Same in the UK. “Macaroni and cheese” sounds oddly stilted.
I was also horrified to discover that in America, “mac and cheese” is often something that comes out of a box! I had never entertained the idea that it could be anything other than home-made yumminess.
Sorry, I forgot to add. I grew up with this dish being called Mac 'n Cheese in the '60’s and '70’s. My parents who also called it this were from the '30’s and '40’s so it isn’t a recent name.
Back to the too lazy to call it the proper name, my kids also like a dish made with frankfurters mixed with baked beans. We call it Beanie Weanies… better let my neighbors know I’m dragging down the neighborhood.
I saw it referred to as “Mac-a-chee” in a Trixie Belden book when I was young. I remember thinking, “What a dweeb” when I saw it, it was Trixie’s almost-twin brother and he was just way too excited about it.
That’s the second time this week the SDMB has triggered a Trixie Belden flashback.
I’m with Spud in thinking that this attitude seems a tad, um, non-fact-based concerning the demographics of popular abbreviated nicknames for consumer products.
I’m reminded of a former boss’s boss who used to put on his Burb and jump in his Beemer to go have a Mac at the latest hot-spot bar. With that guy’s lazy inability to call products by their real names, it was no wonder he lived in the ghetto. Oh, wait a minute…
Personal memories are notoriously unreliable, however it seems to me it was always called “macaroni and cheese” in my family in the '70s (and it still is). I was a bit confused when someone offered me some “beefy mac” (macaroni and cheese with ground beef) in 1982 – especially since his name was Mac. Come to think of it… In any case, it was certainly in common usage before “Friends.”
Don’t you dare call them franks and beans either. And if I hear you call your Labrador retriever a Lab, I may succumb to the vapors.

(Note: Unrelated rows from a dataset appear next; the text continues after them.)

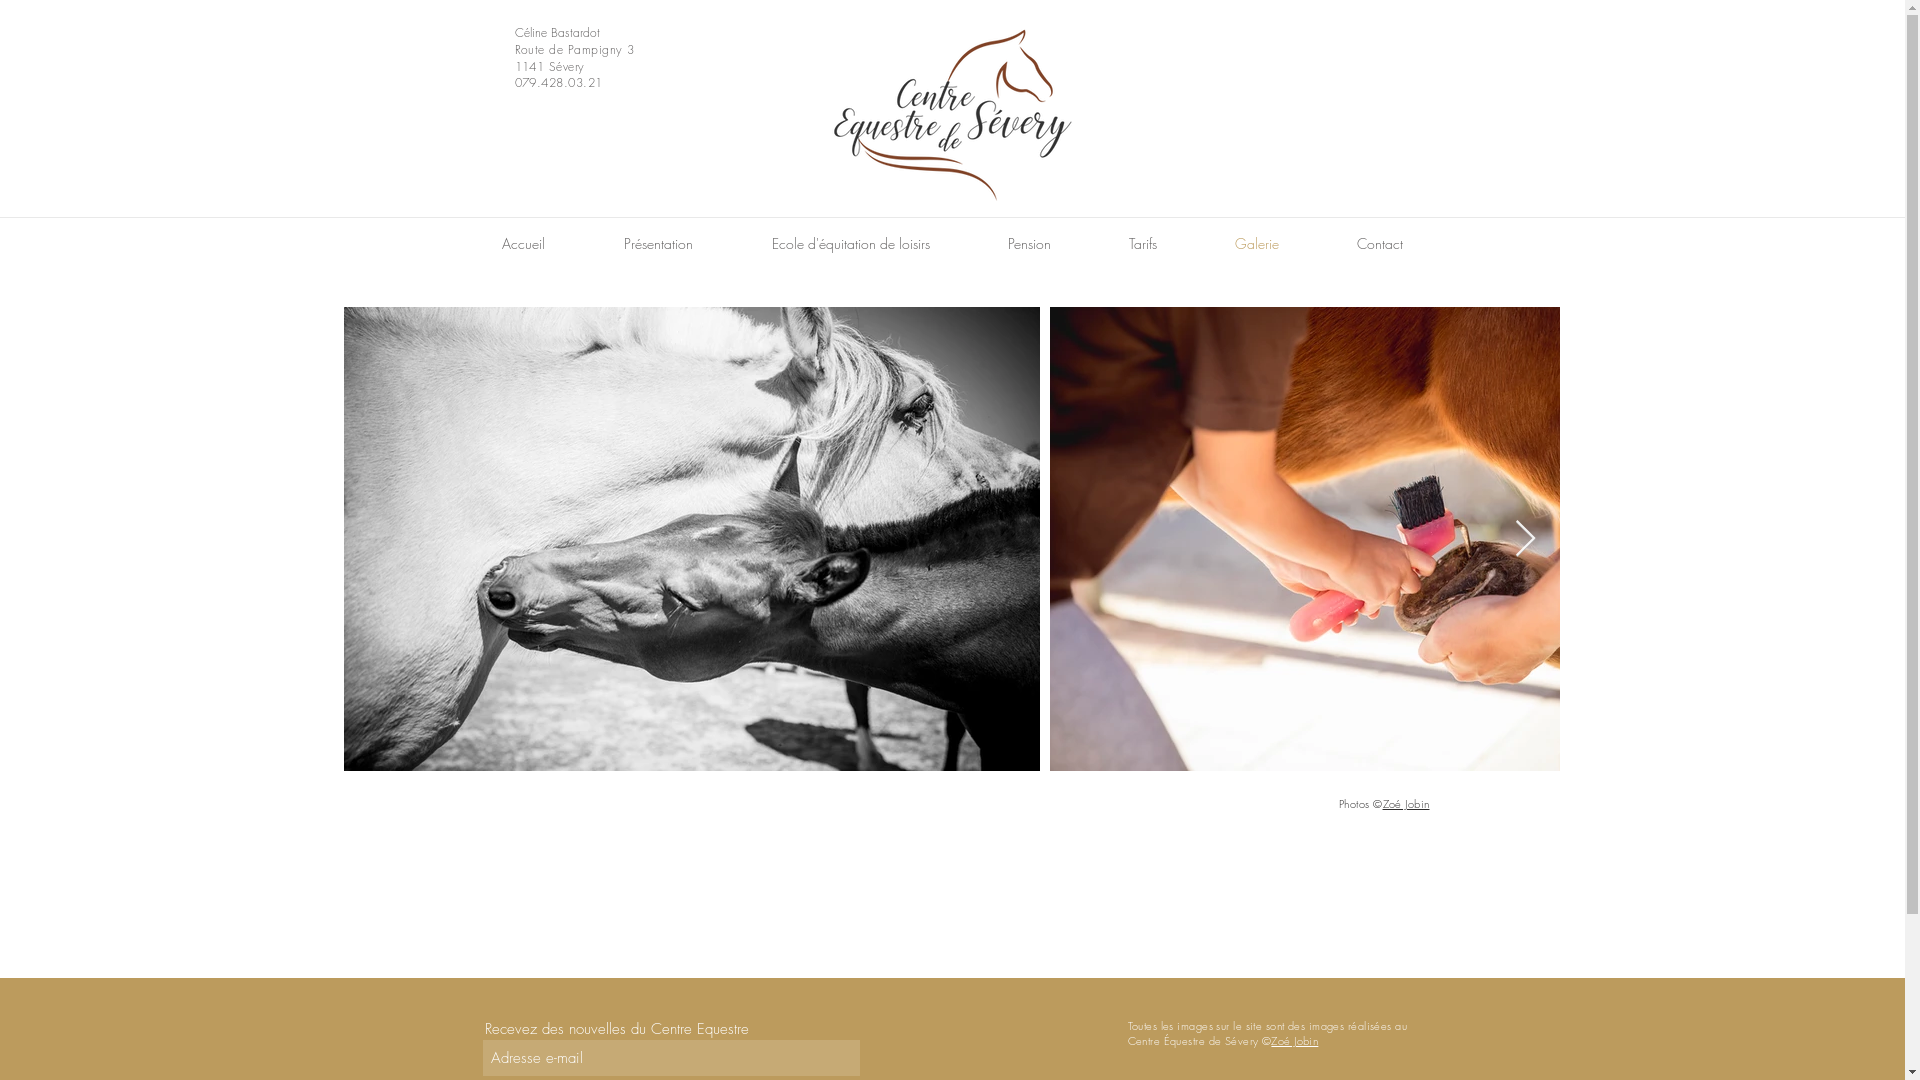 The image size is (1920, 1080). Describe the element at coordinates (523, 244) in the screenshot. I see `Accueil` at that location. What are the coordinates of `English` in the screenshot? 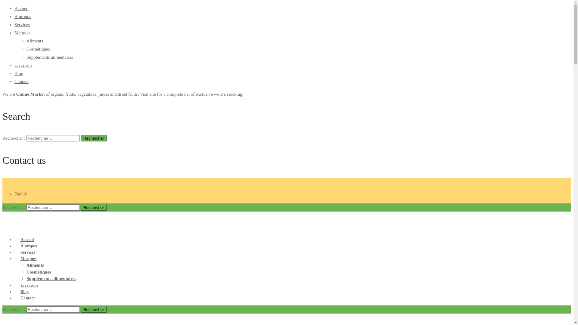 It's located at (21, 194).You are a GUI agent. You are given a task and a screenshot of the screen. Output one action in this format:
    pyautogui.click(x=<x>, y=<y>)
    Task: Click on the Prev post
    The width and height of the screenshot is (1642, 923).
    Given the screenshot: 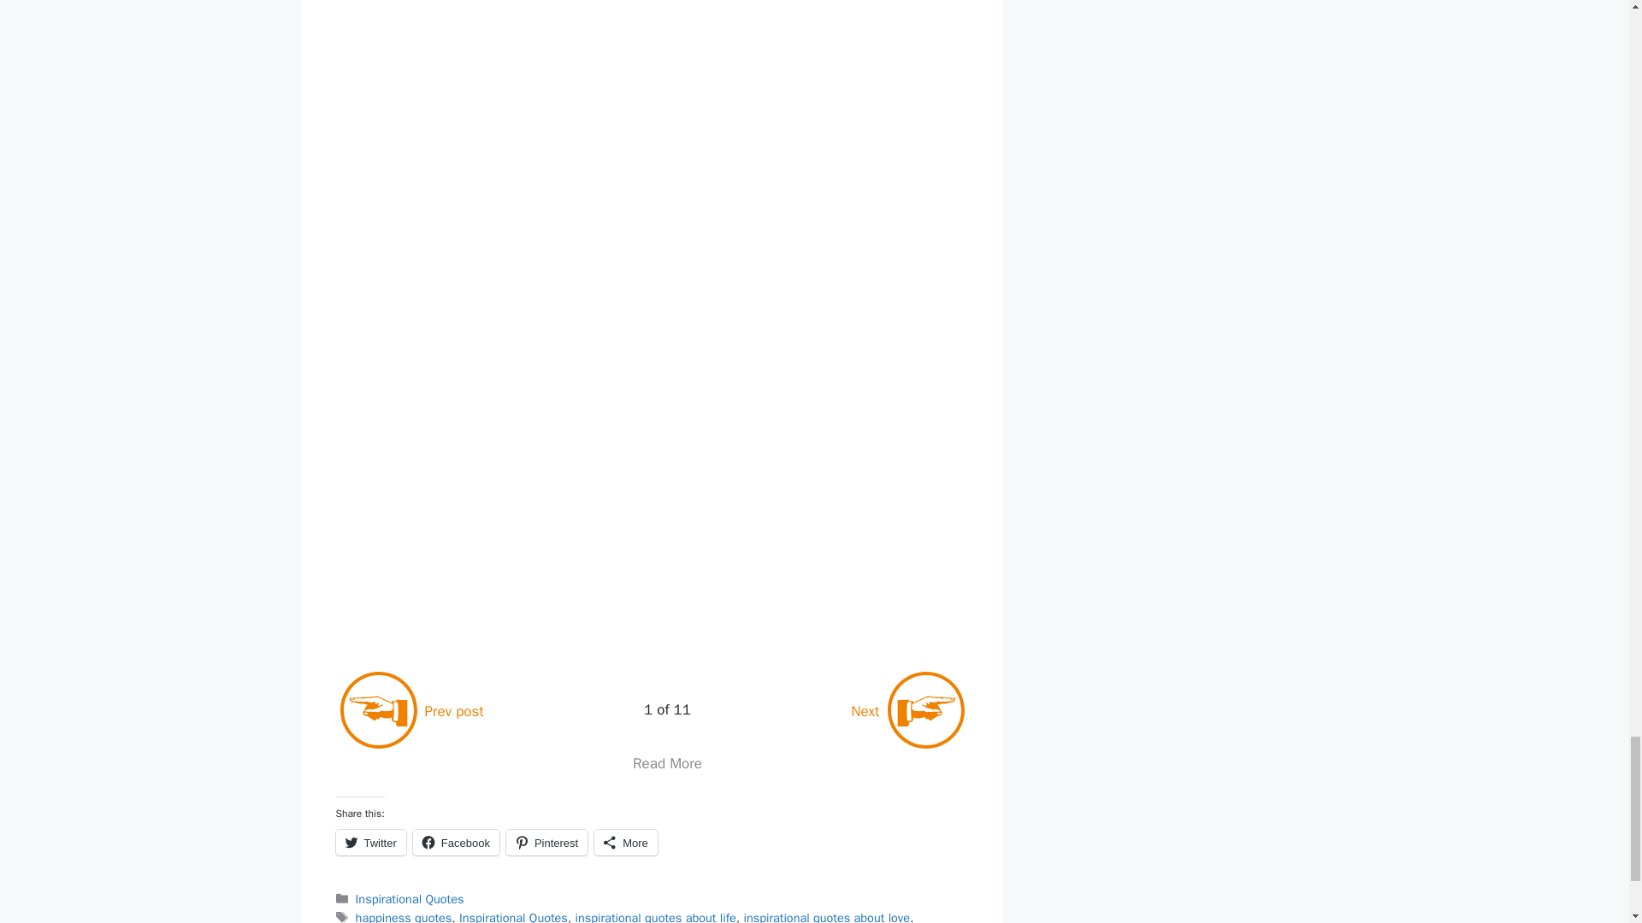 What is the action you would take?
    pyautogui.click(x=410, y=711)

Yes, thank you… I started reading this and was thinking “Macaroni and cheese”… that doesn’t sound quite right". Ohh… weekend memories… the cheese on top grilled to golden brown, and my mother used to put croutons on top too (or at least small squares of bread that then got well toasted during the grilling). It’s been so long… guess I might have to make some for myself.

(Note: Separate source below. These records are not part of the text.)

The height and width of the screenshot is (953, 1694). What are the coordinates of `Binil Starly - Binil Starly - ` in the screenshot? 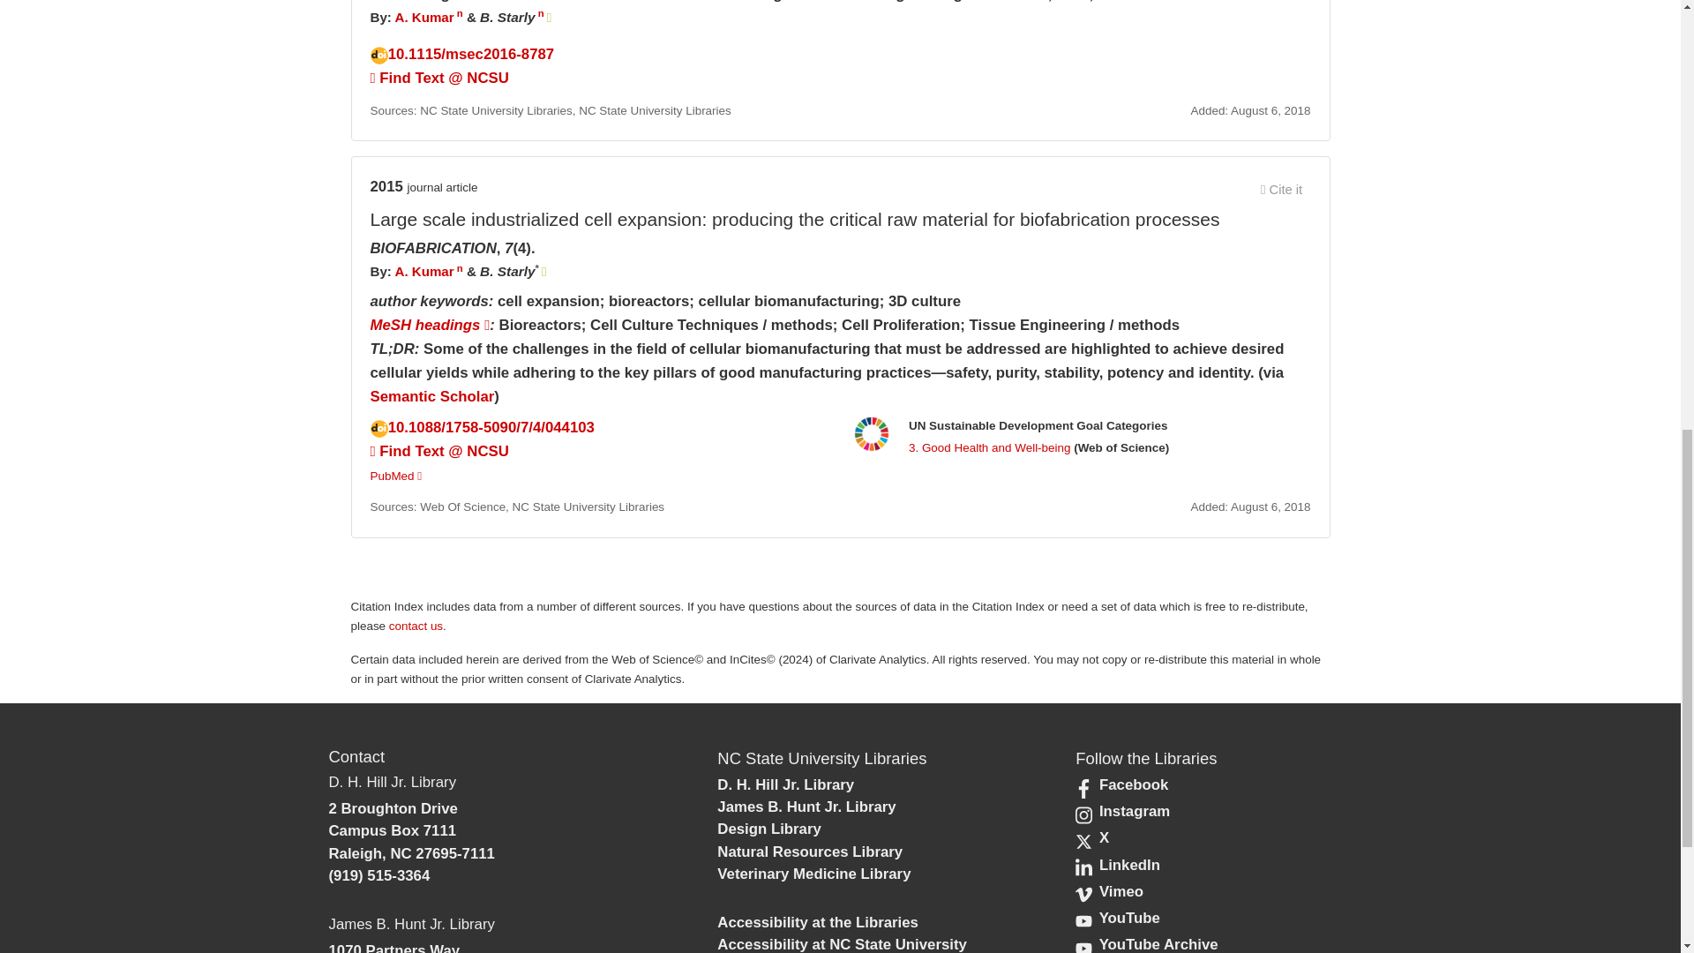 It's located at (506, 272).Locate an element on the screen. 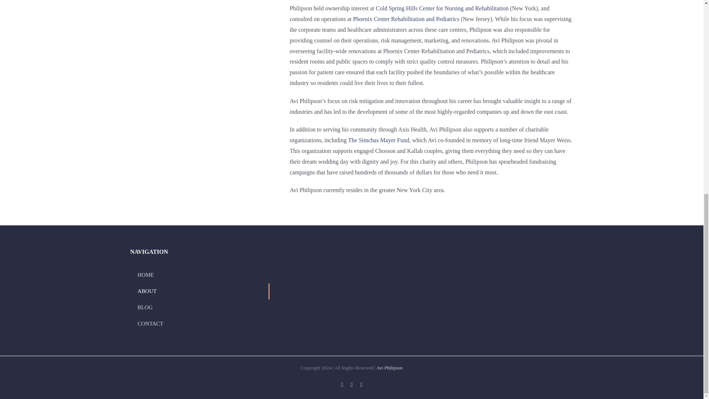 The height and width of the screenshot is (399, 709). HOME is located at coordinates (199, 275).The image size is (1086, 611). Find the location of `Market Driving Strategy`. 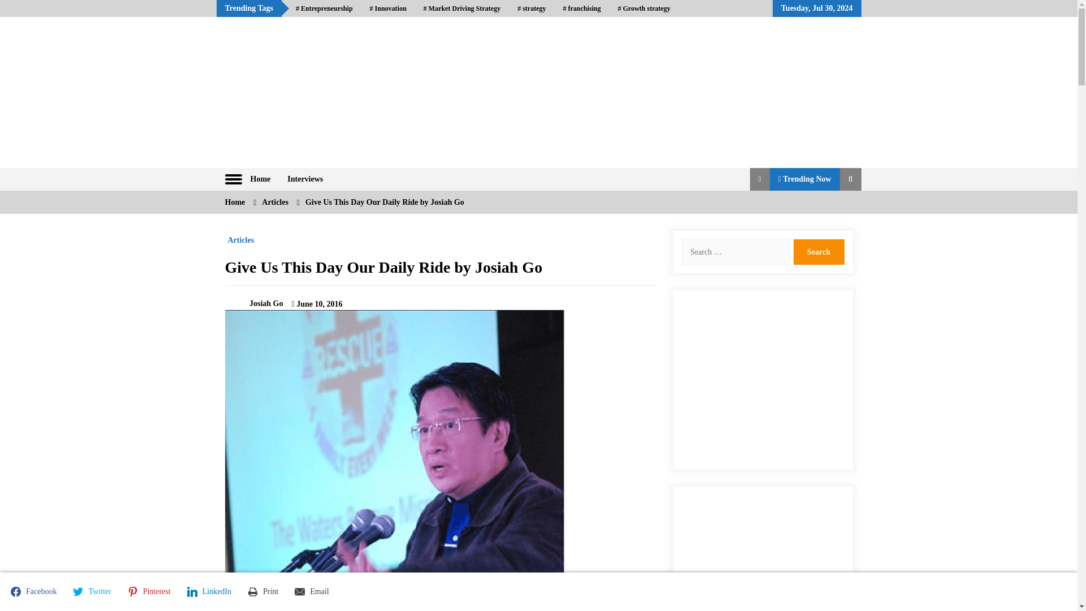

Market Driving Strategy is located at coordinates (461, 8).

Mac ‘n’ cheese sounds like an Americanism (to my ears) and I only recall encountering it on US television.
Definitely, and I don’t recall hearing the “Spag-bog” contraction until university or student flatting… but then we spoke proper in my house.

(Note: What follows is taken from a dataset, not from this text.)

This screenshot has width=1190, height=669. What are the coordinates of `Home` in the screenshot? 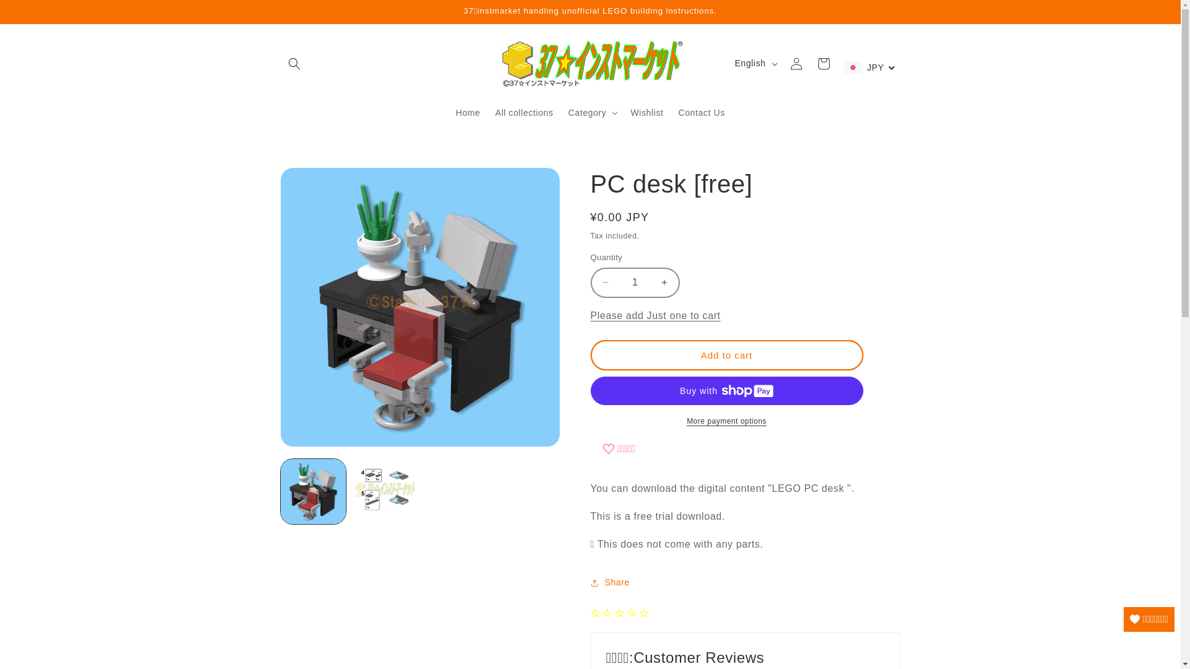 It's located at (468, 112).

For me it’s always “Beemer” (capped, because it’s a proper name). “Bimmer” is impossible for me, because that would rhyme with “trimmer,” and I’ve never said it or heard it that way. I also don’t like “Beamer,” because that looks like it’s participating in gymnastics or something or being shot out of a starship.
Please don’t take anything personally… I hope you are laughing with us. I know you said it was just you and you knew it wasn’t logical. It is just that when someone puts yellow cheesy goodness covering curved tubes of pasta in front of me that is just the name many of us call it.